The current response to financial collapse, which significantly preceded the city’s requesting a bankruptcy court, has been a massive mobilization of the local philanthropic sector consisting of the Community Foundation for Southeast Michigan, large independent foundations that include Ford, Kresge, and W.K. Kellogg, and smaller local foundations. Out of this partnership has come an impressively large $100 million New Economy Initiative devoted to training young entrepreneurs throughout the region. The community foundation contributes to this fund and administers it. It is also heavily invested in parks, trails, and bicycle rides, a challenging enterprise in a low-density city with about eighty thousand abandoned buildings and a huge amount of garbage-filled abandoned land.
The Kresge Foundation took the lead in funding, in partnership with other foundations, a strategic framework for Detroit’s redevelopment. In contrast to the Regional Survey and Plan for New York that the Russell Sage Foundation conducted in the 1920s with experts and professionals, Detroit Future City solicited the views of over one hundred and sixty thousand ordinary citizens in the planning process. The same philanthropic actors are launching with business leaders a rail system (heretofore unheard of in the Motor City) in the hope of revitalizing the midtown area. They break ground this year after orchestrating eight different pieces of legislation. Still other local donors, like the Skillman Foundation, underwrite not business development but neighborhoods and schools in the absence of a strong local government presence. All this tremendous work is the outcome of strategic philanthropy, but it will only be effective in the long term if it is a prelude to a new mix of private and public efforts.

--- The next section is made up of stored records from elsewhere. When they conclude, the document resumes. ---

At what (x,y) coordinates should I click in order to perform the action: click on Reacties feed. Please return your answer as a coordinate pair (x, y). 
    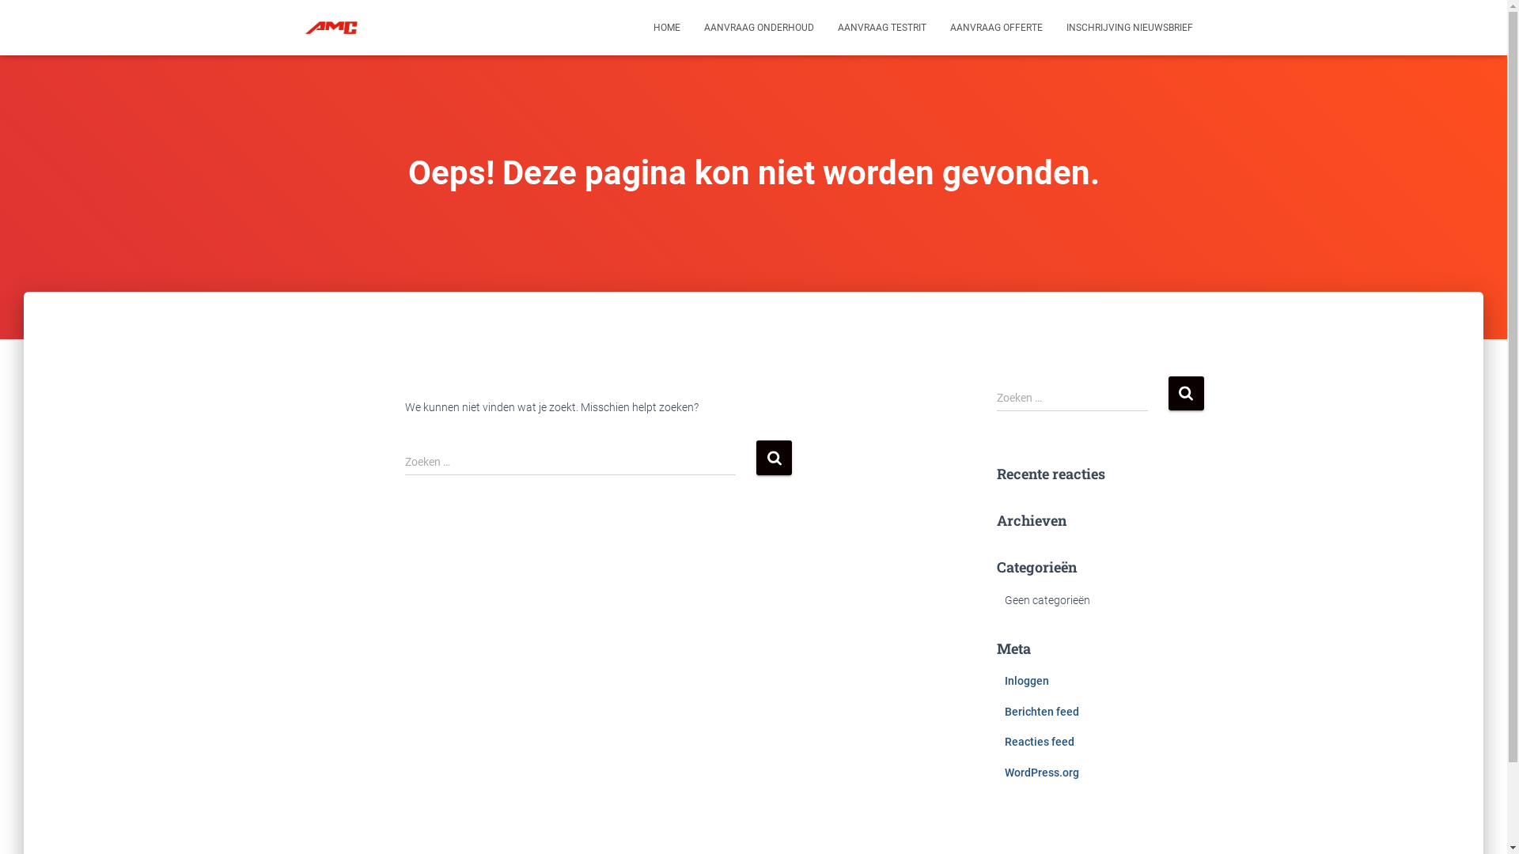
    Looking at the image, I should click on (1039, 742).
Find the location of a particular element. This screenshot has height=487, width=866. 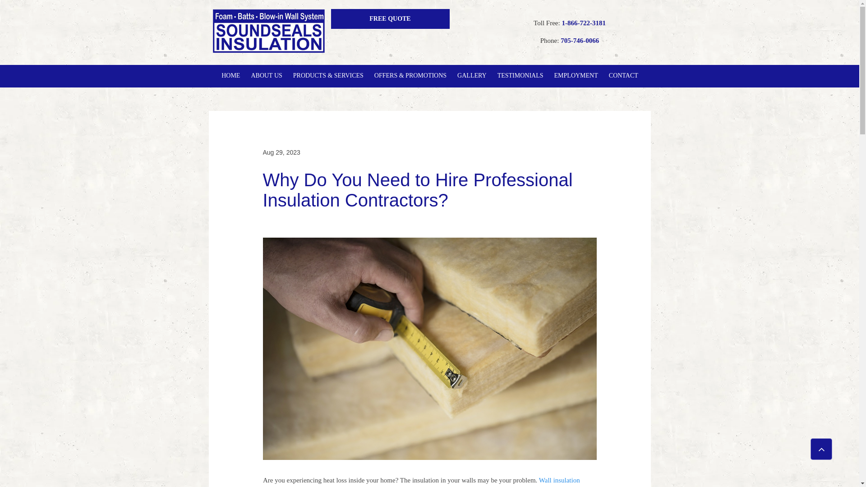

705-746-0066 is located at coordinates (580, 42).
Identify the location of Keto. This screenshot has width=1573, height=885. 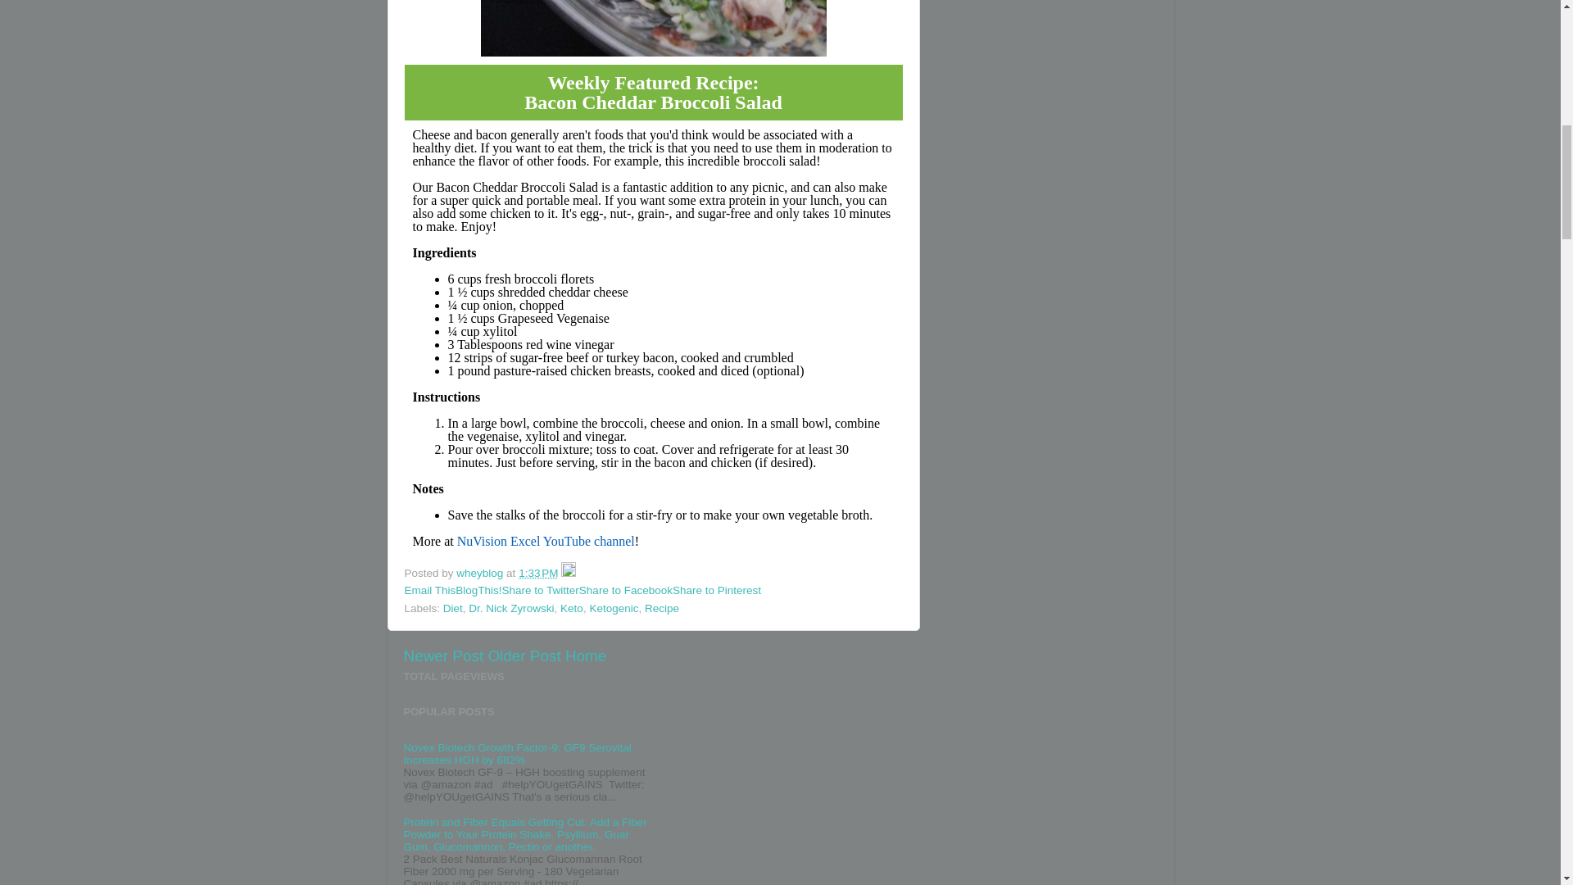
(572, 608).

New partnerships between the state government and nonprofits are becoming reality in the tense and controverted atmosphere of lifting Detroit out of bankruptcy. In late January 2014, Michigan Governor Rick Snyder asked the state legislature to match an unprecedented financial pledge from a consortium of nine large foundations (with Michigan ties) designed to help save both city-owned art from the Detroit Institute of Arts and the city’s pension plan. The deal, between the state, the city, the foundations, the museum, several unions, and city retirees, locally known as the “grand bargain,” has now been approved by all concerned parties save city bondholders. If finalized in bankruptcy court this fall, it will protect the city-owned masterpieces from ever being put on the market for sale and simultaneously provide the city with needed cash to avoid drastic cuts to the pensions of Detroit retirees.2
In addition to partnering with other nonprofits, the community foundation has special potential for finding new synergies in addressing the crisis. The community foundation is by design in contact with donors from all walks of life. Its challenge is in fostering a continuing and strong sense of civic engagement among them.

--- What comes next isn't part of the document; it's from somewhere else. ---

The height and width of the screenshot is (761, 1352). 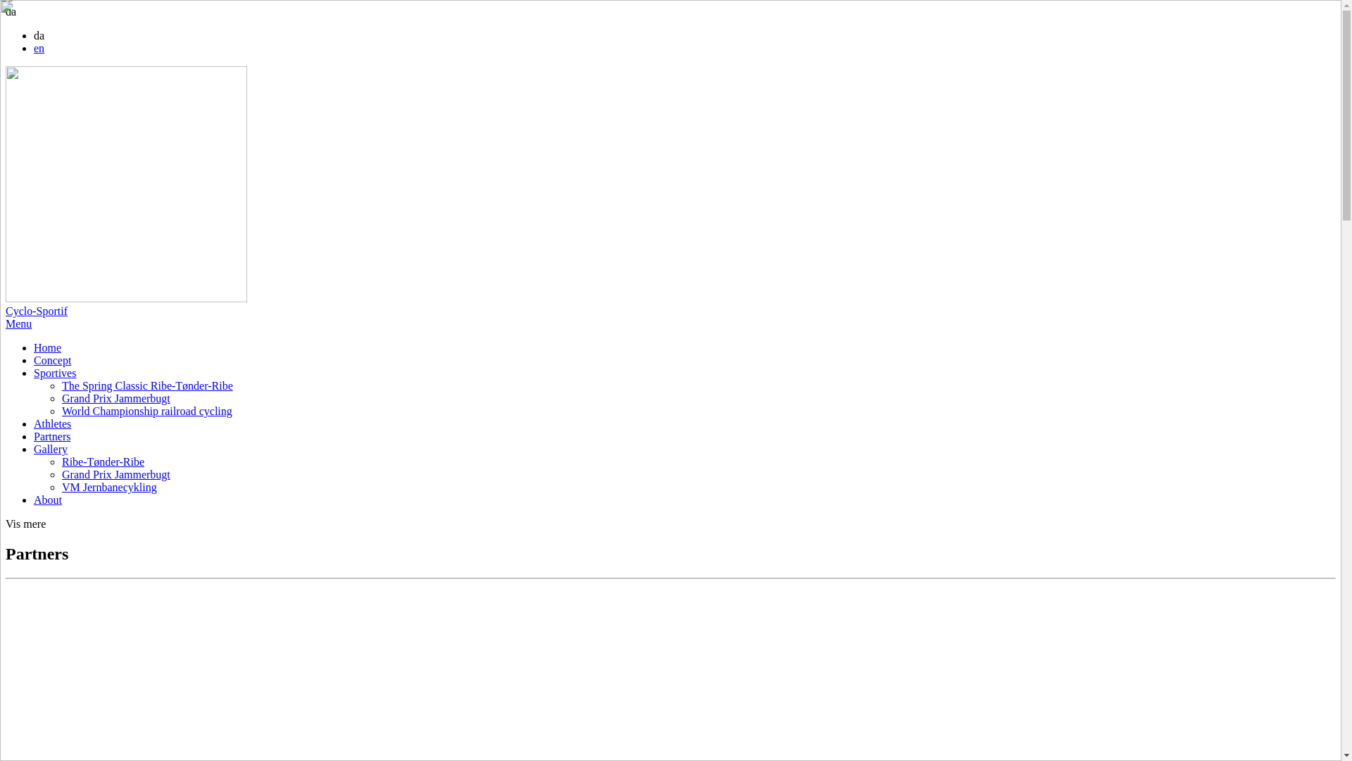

CFSEM currently administers over four hundred donor-advised funds ranging in size from just a few thousand dollars to millions. At CFSEM, the annual payout from these funds is about 18 percent.3 Donor-advised funds have been around since the 1930s, but have exploded in recent years. They have been hailed as great tools for donors’ investment in the charity of their choice, and many community foundations have lowered the bar to facilitate entry into their pool of such funds.
Critics point out that donor-advised funds are also used for dumping unwanted assets in exchange for an immediate tax deduction. They complain about delayed charitable payments, some calculated to create rainy-day funds or charitable activities for donors’ children. These criticisms are reminiscent of those the Treasury Department leveled against family foundations in the 1960s, and were a big part of the tax revisions of 1969.

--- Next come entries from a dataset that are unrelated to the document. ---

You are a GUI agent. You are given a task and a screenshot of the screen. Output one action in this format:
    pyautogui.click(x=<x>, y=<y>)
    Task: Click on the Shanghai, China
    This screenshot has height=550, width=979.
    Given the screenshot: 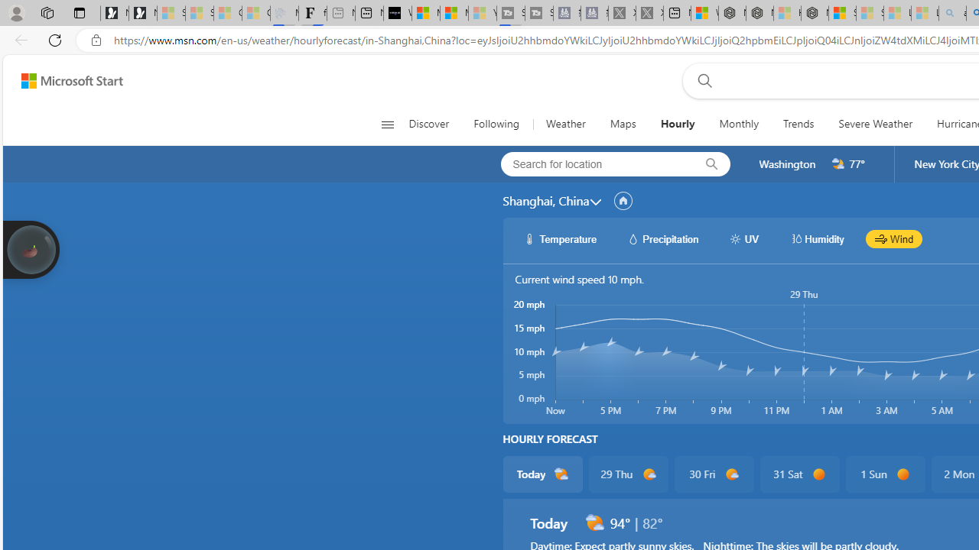 What is the action you would take?
    pyautogui.click(x=545, y=201)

The Need for Policy Engagement
Despite these obstacles, I see these funds as an opportunity for philanthropy professionals to involve an active citizenry in major policy debates. Troubling to me are the results of an older survey of all community foundations in the Chicago metropolitan region that Kirsten A. Grønbjerg of Indiana University conducted in the mid-1990s.4 She reported the puzzling fact that most small donors showed little awareness of larger policy issues, or else they were reluctant to talk about them. They would rather focus on their special area of giving. That was, of course, at a time when the older, mixed political economy still held sway. But the current need to reinvent it is surely putting an end to this narrow perspective.
Community foundations as public charities should imaginatively do all they can to bring their donors into the fold of large public debates over our future. In Detroit, they cannot look the other way.
Notes
- Commission on Industrial Relations, Final Report and Testimony, S. Rep. No. 64-415, at 8111 (1916).
- For more on Detroit’s “grand bargain,” see Rick Cohen, “The Foundation Tally of Detroit’s Unprecedented Grand Bargain,” NPQ, July 7, 2014, dev-npq-site.pantheonsite.io/philanthropy/24460-the-foundation-tally-of-detroit-s-unprecedented-grandbargain.html, and “Two Qualms regarding Detroit’s ‘Creative Solution,’” NPQ, November 18, 2013, dev-npq-site.pantheonsite.io/policysocial-context/23252-two-qualms-regarding-detroit-s-creative-solution.html.
- As per written communication from CFSEM to the author on July 2014.
- Kirsten A. Grønbjerg, “Foundation Legitimacy at the Community Level in the United States,” in The Legitimacy of Philanthropic Foundations: United States and European Perspectives, Kenneth Prewitt et al., eds. (New York: Russell Sage Foundation, 2006), 163.